Fray Joaquin stood at the door and looked about the laboratorium. Everything seemed unchanged. Messer Guglielmo was still bristling with irritation and envy as he inspected the metallic stuff in the crucible, while Brother Malachi, still pale with fatigue, was sitting on the stool against the wall with his feet tucked up, looking more like a sack of turnips than a Master of the Great Work.
“Wants me? Whatever for?” Brother Malachi feigned surprise. He was slumped against the wall, grateful for its cool stones, and mopped his brow with his sleeve. The gauntlets and rod lay forgotten in a corner.
“That’s what I say too.” Messer Guglielmo’s testy voice was heard from among the heads crowded around the rapidly cooling crucible. “It’s damned little gold you got, after all the bother you’ve made for me.”
“It is gold, though, and the best quality. That’s better than you’ve done with your quintessence of two thousand eggs. You’re a parasite, and he’s genuine,” snapped Fray Joaquin.
“There’d have been more, if we’d had the full moon,” Malachi added in a complaining voice. “The moon expands the action of the powder.”
“Well,
I’ve
certainly never heard of that. It’s not in Geber, it’s not in Villanova. And as for Magister Salernus—”
“Your Geber has never made you so much as a dot of gold.” Already Fray Joaquin’s mind was racing. Why give this valuable fellow to the Count? It’s a long way from the cellar to the tower bedroom. If I can get rid of this blabbermouth Messer Guglielmo and his worthless devils, I can just bundle this Theophilus down to the stables and be off. I’ve done enough secret business for the Count so that no one will suspect a thing until it’s too late. I can sell him practically anywhere for a tidy sum—or no, better yet, find somewhere I can put him to work myself. Quick, decisive. That’s the way.
“Tie him up. Hood him. The Count awaits.”
“Really, hooded? Isn’t that a bit melodramatic? Besides, I might trip and injure my brain. My brain is sensitive, like a delicate plant—”
“The mutes will hold you up. It’s orders. That way you can’t divulge the Secret to anyone en route.” Or see where you’re going, either, when I take you off with me. What a good idea.
He’ll probably kill me, thought Brother Malachi, as soon as he thinks he’s got the recipe. At least I’ve bought Margaret some time. Now I think I need some myself. A good thing Messer Guglielmo doesn’t write down his experiments.
“You’ve—ah—memorized the steps?” asked Brother Malachi as the mutes tied his hands behind him.
“Of course I have. Do you think I’d trust an important secret like this to writing?” I’ll leave in the morning, Messer Guglielmo was thinking. Someone else will pay a lot better than the Count for this secret. Why, he might even kill me once he knows it. Perhaps I’d better just leave tonight, as soon as this Theophilus fellow is taken to the Count.

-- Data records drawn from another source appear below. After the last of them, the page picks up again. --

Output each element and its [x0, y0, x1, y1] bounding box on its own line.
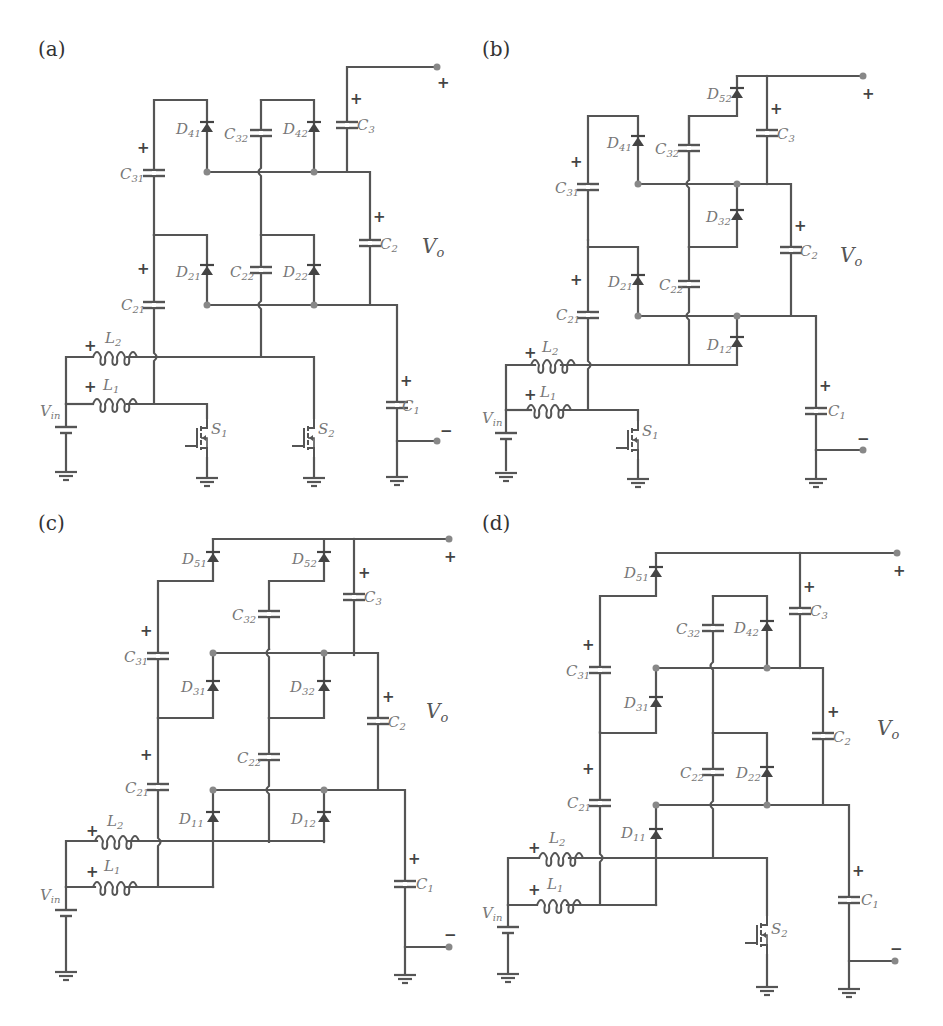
- label-S1-b: S1: [642, 422, 659, 441]
- label-L2-a: L2: [104, 329, 121, 348]
- label-D31-d: D31: [623, 694, 649, 713]
- svg-text:+: +: [528, 839, 541, 857]
- vo-plus-b: +: [862, 85, 875, 103]
- panel-label-a: (a): [38, 37, 66, 61]
- label-C22-d: C22: [680, 764, 704, 783]
- label-C3-d: C3: [810, 602, 828, 621]
- label-L2-c: L2: [106, 812, 123, 831]
- label-D42-d: D42: [733, 619, 759, 638]
- label-C2-b: C2: [800, 242, 818, 261]
- svg-text:+: +: [140, 746, 153, 764]
- label-L1-b: L1: [539, 383, 556, 402]
- panel-a: (a): [38, 37, 453, 486]
- label-C2-c: C2: [388, 713, 406, 732]
- label-C32-c: C32: [232, 606, 256, 625]
- panel-b: (b): [482, 37, 875, 487]
- label-D51-c: D51: [181, 550, 207, 569]
- svg-text:+: +: [86, 822, 99, 840]
- vo-minus-b: −: [857, 430, 870, 448]
- label-C2-a: C2: [380, 235, 398, 254]
- svg-text:+: +: [84, 378, 97, 396]
- svg-text:+: +: [140, 622, 153, 640]
- label-D41-b: D41: [606, 134, 632, 153]
- label-Vin-b: Vin: [482, 409, 502, 428]
- label-L2-d: L2: [548, 829, 565, 848]
- svg-text:+: +: [852, 862, 865, 880]
- label-C1-b: C1: [828, 402, 846, 421]
- label-S2-a: S2: [318, 420, 335, 439]
- panel-label-c: (c): [38, 511, 65, 535]
- label-C31-a: C31: [120, 165, 144, 184]
- label-C31-c: C31: [124, 648, 148, 667]
- label-D12-c: D12: [290, 810, 316, 829]
- label-D52-b: D52: [706, 85, 732, 104]
- label-D51-d: D51: [623, 564, 649, 583]
- label-D21-a: D21: [175, 263, 201, 282]
- svg-text:+: +: [524, 386, 537, 404]
- label-C32-a: C32: [224, 125, 248, 144]
- label-L1-c: L1: [103, 857, 120, 876]
- label-Vo-c: Vo: [426, 699, 448, 725]
- svg-text:+: +: [803, 578, 816, 596]
- svg-text:+: +: [358, 564, 371, 582]
- circuit-figure: (a): [0, 0, 943, 1026]
- svg-text:+: +: [570, 271, 583, 289]
- label-C21-c: C21: [125, 779, 149, 798]
- svg-text:+: +: [408, 850, 421, 868]
- panel-c: (c): [38, 511, 457, 983]
- svg-text:+: +: [137, 260, 150, 278]
- svg-text:+: +: [582, 636, 595, 654]
- svg-text:+: +: [350, 90, 363, 108]
- label-D21-b: D21: [607, 273, 633, 292]
- label-C3-b: C3: [777, 125, 795, 144]
- label-S2-d: S2: [771, 920, 788, 939]
- label-L1-a: L1: [102, 376, 119, 395]
- vo-plus-d: +: [893, 562, 906, 580]
- svg-text:+: +: [794, 217, 807, 235]
- svg-text:+: +: [373, 208, 386, 226]
- svg-text:+: +: [382, 688, 395, 706]
- label-C32-d: C32: [676, 620, 700, 639]
- vo-plus-c: +: [444, 548, 457, 566]
- svg-text:+: +: [582, 760, 595, 778]
- label-L1-d: L1: [546, 875, 563, 894]
- label-D42-a: D42: [282, 120, 308, 139]
- label-D12-b: D12: [706, 336, 732, 355]
- svg-text:+: +: [528, 881, 541, 899]
- label-D11-c: D11: [178, 810, 204, 829]
- label-C22-c: C22: [237, 749, 261, 768]
- svg-text:+: +: [770, 100, 783, 118]
- label-Vin-d: Vin: [482, 904, 502, 923]
- svg-text:+: +: [86, 863, 99, 881]
- panel-label-d: (d): [482, 511, 510, 535]
- label-S1-a: S1: [211, 420, 228, 439]
- label-C1-d: C1: [861, 891, 879, 910]
- label-C1-c: C1: [416, 875, 434, 894]
- label-C32-b: C32: [655, 140, 679, 159]
- label-C22-b: C22: [659, 276, 683, 295]
- label-L2-b: L2: [541, 338, 558, 357]
- label-C21-d: C21: [567, 794, 591, 813]
- vo-minus-d: −: [890, 940, 903, 958]
- label-D11-d: D11: [620, 824, 646, 843]
- label-Vin-c: Vin: [40, 886, 60, 905]
- vo-minus-a: −: [440, 422, 453, 440]
- svg-text:+: +: [827, 703, 840, 721]
- label-C31-b: C31: [555, 179, 579, 198]
- label-D31-c: D31: [180, 678, 206, 697]
- label-D41-a: D41: [175, 120, 201, 139]
- label-Vo-a: Vo: [422, 234, 444, 260]
- label-Vo-b: Vo: [840, 243, 862, 269]
- label-D22-a: D22: [282, 263, 308, 282]
- svg-text:+: +: [570, 153, 583, 171]
- label-Vin-a: Vin: [40, 402, 60, 421]
- label-D52-c: D52: [291, 550, 317, 569]
- label-C3-a: C3: [357, 116, 375, 135]
- svg-text:+: +: [524, 344, 537, 362]
- label-D22-d: D22: [735, 764, 761, 783]
- label-C31-d: C31: [566, 662, 590, 681]
- label-C21-a: C21: [121, 296, 145, 315]
- vo-minus-c: −: [444, 926, 457, 944]
- svg-text:+: +: [84, 337, 97, 355]
- label-C21-b: C21: [556, 306, 580, 325]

“Now you remember that you add the sulfur exactly at the point that the struggle of the red dragons becomes visible.”
“Nonsense. I distinctly saw you wait until the second color change of the lion.”
“You have it wrong. Didn’t you see? Do I have to teach lessons to babies?” Malachi drew himself up to his full height between the two mutes. His voice dripped with arrogance.
“Do you think I’m a fool? I know the red dragon when I see it.”
“Shut the man up,” Fray Joaquin addressed the mutes. “I must speak to Messer Guglielmo alone.” Brother Malachi bowed his head as an ox does for slaughter while they finished the job.
Fray Joaquin drew the rageful alchemist into the dark little inner chamber where the familiars were summoned. “Are you sure you’ve memorized the formula?”he asked.
“Of course,” responded Messer Guglielmo.
“Absolutely? This man’s a trickster. You heard him trying to mix you up. The Count must have a reserve, in case this weakling gives up the ghost under questioning.”
“Understood.”
“Good,” said Fray Joaquin, and plunged the wicked little stiletto, as sharp as a needle, in between Messer Guglielmo’s ribs.
And as the alchemist lay on the floor, the blood bubbling in a bright pink froth through his lips, Fray Joaquin addressed the new-made corpse: “Now only one man has the Secret.” Utterly calmly, he wiped his stiletto off and replaced it, stepping out into the workshop.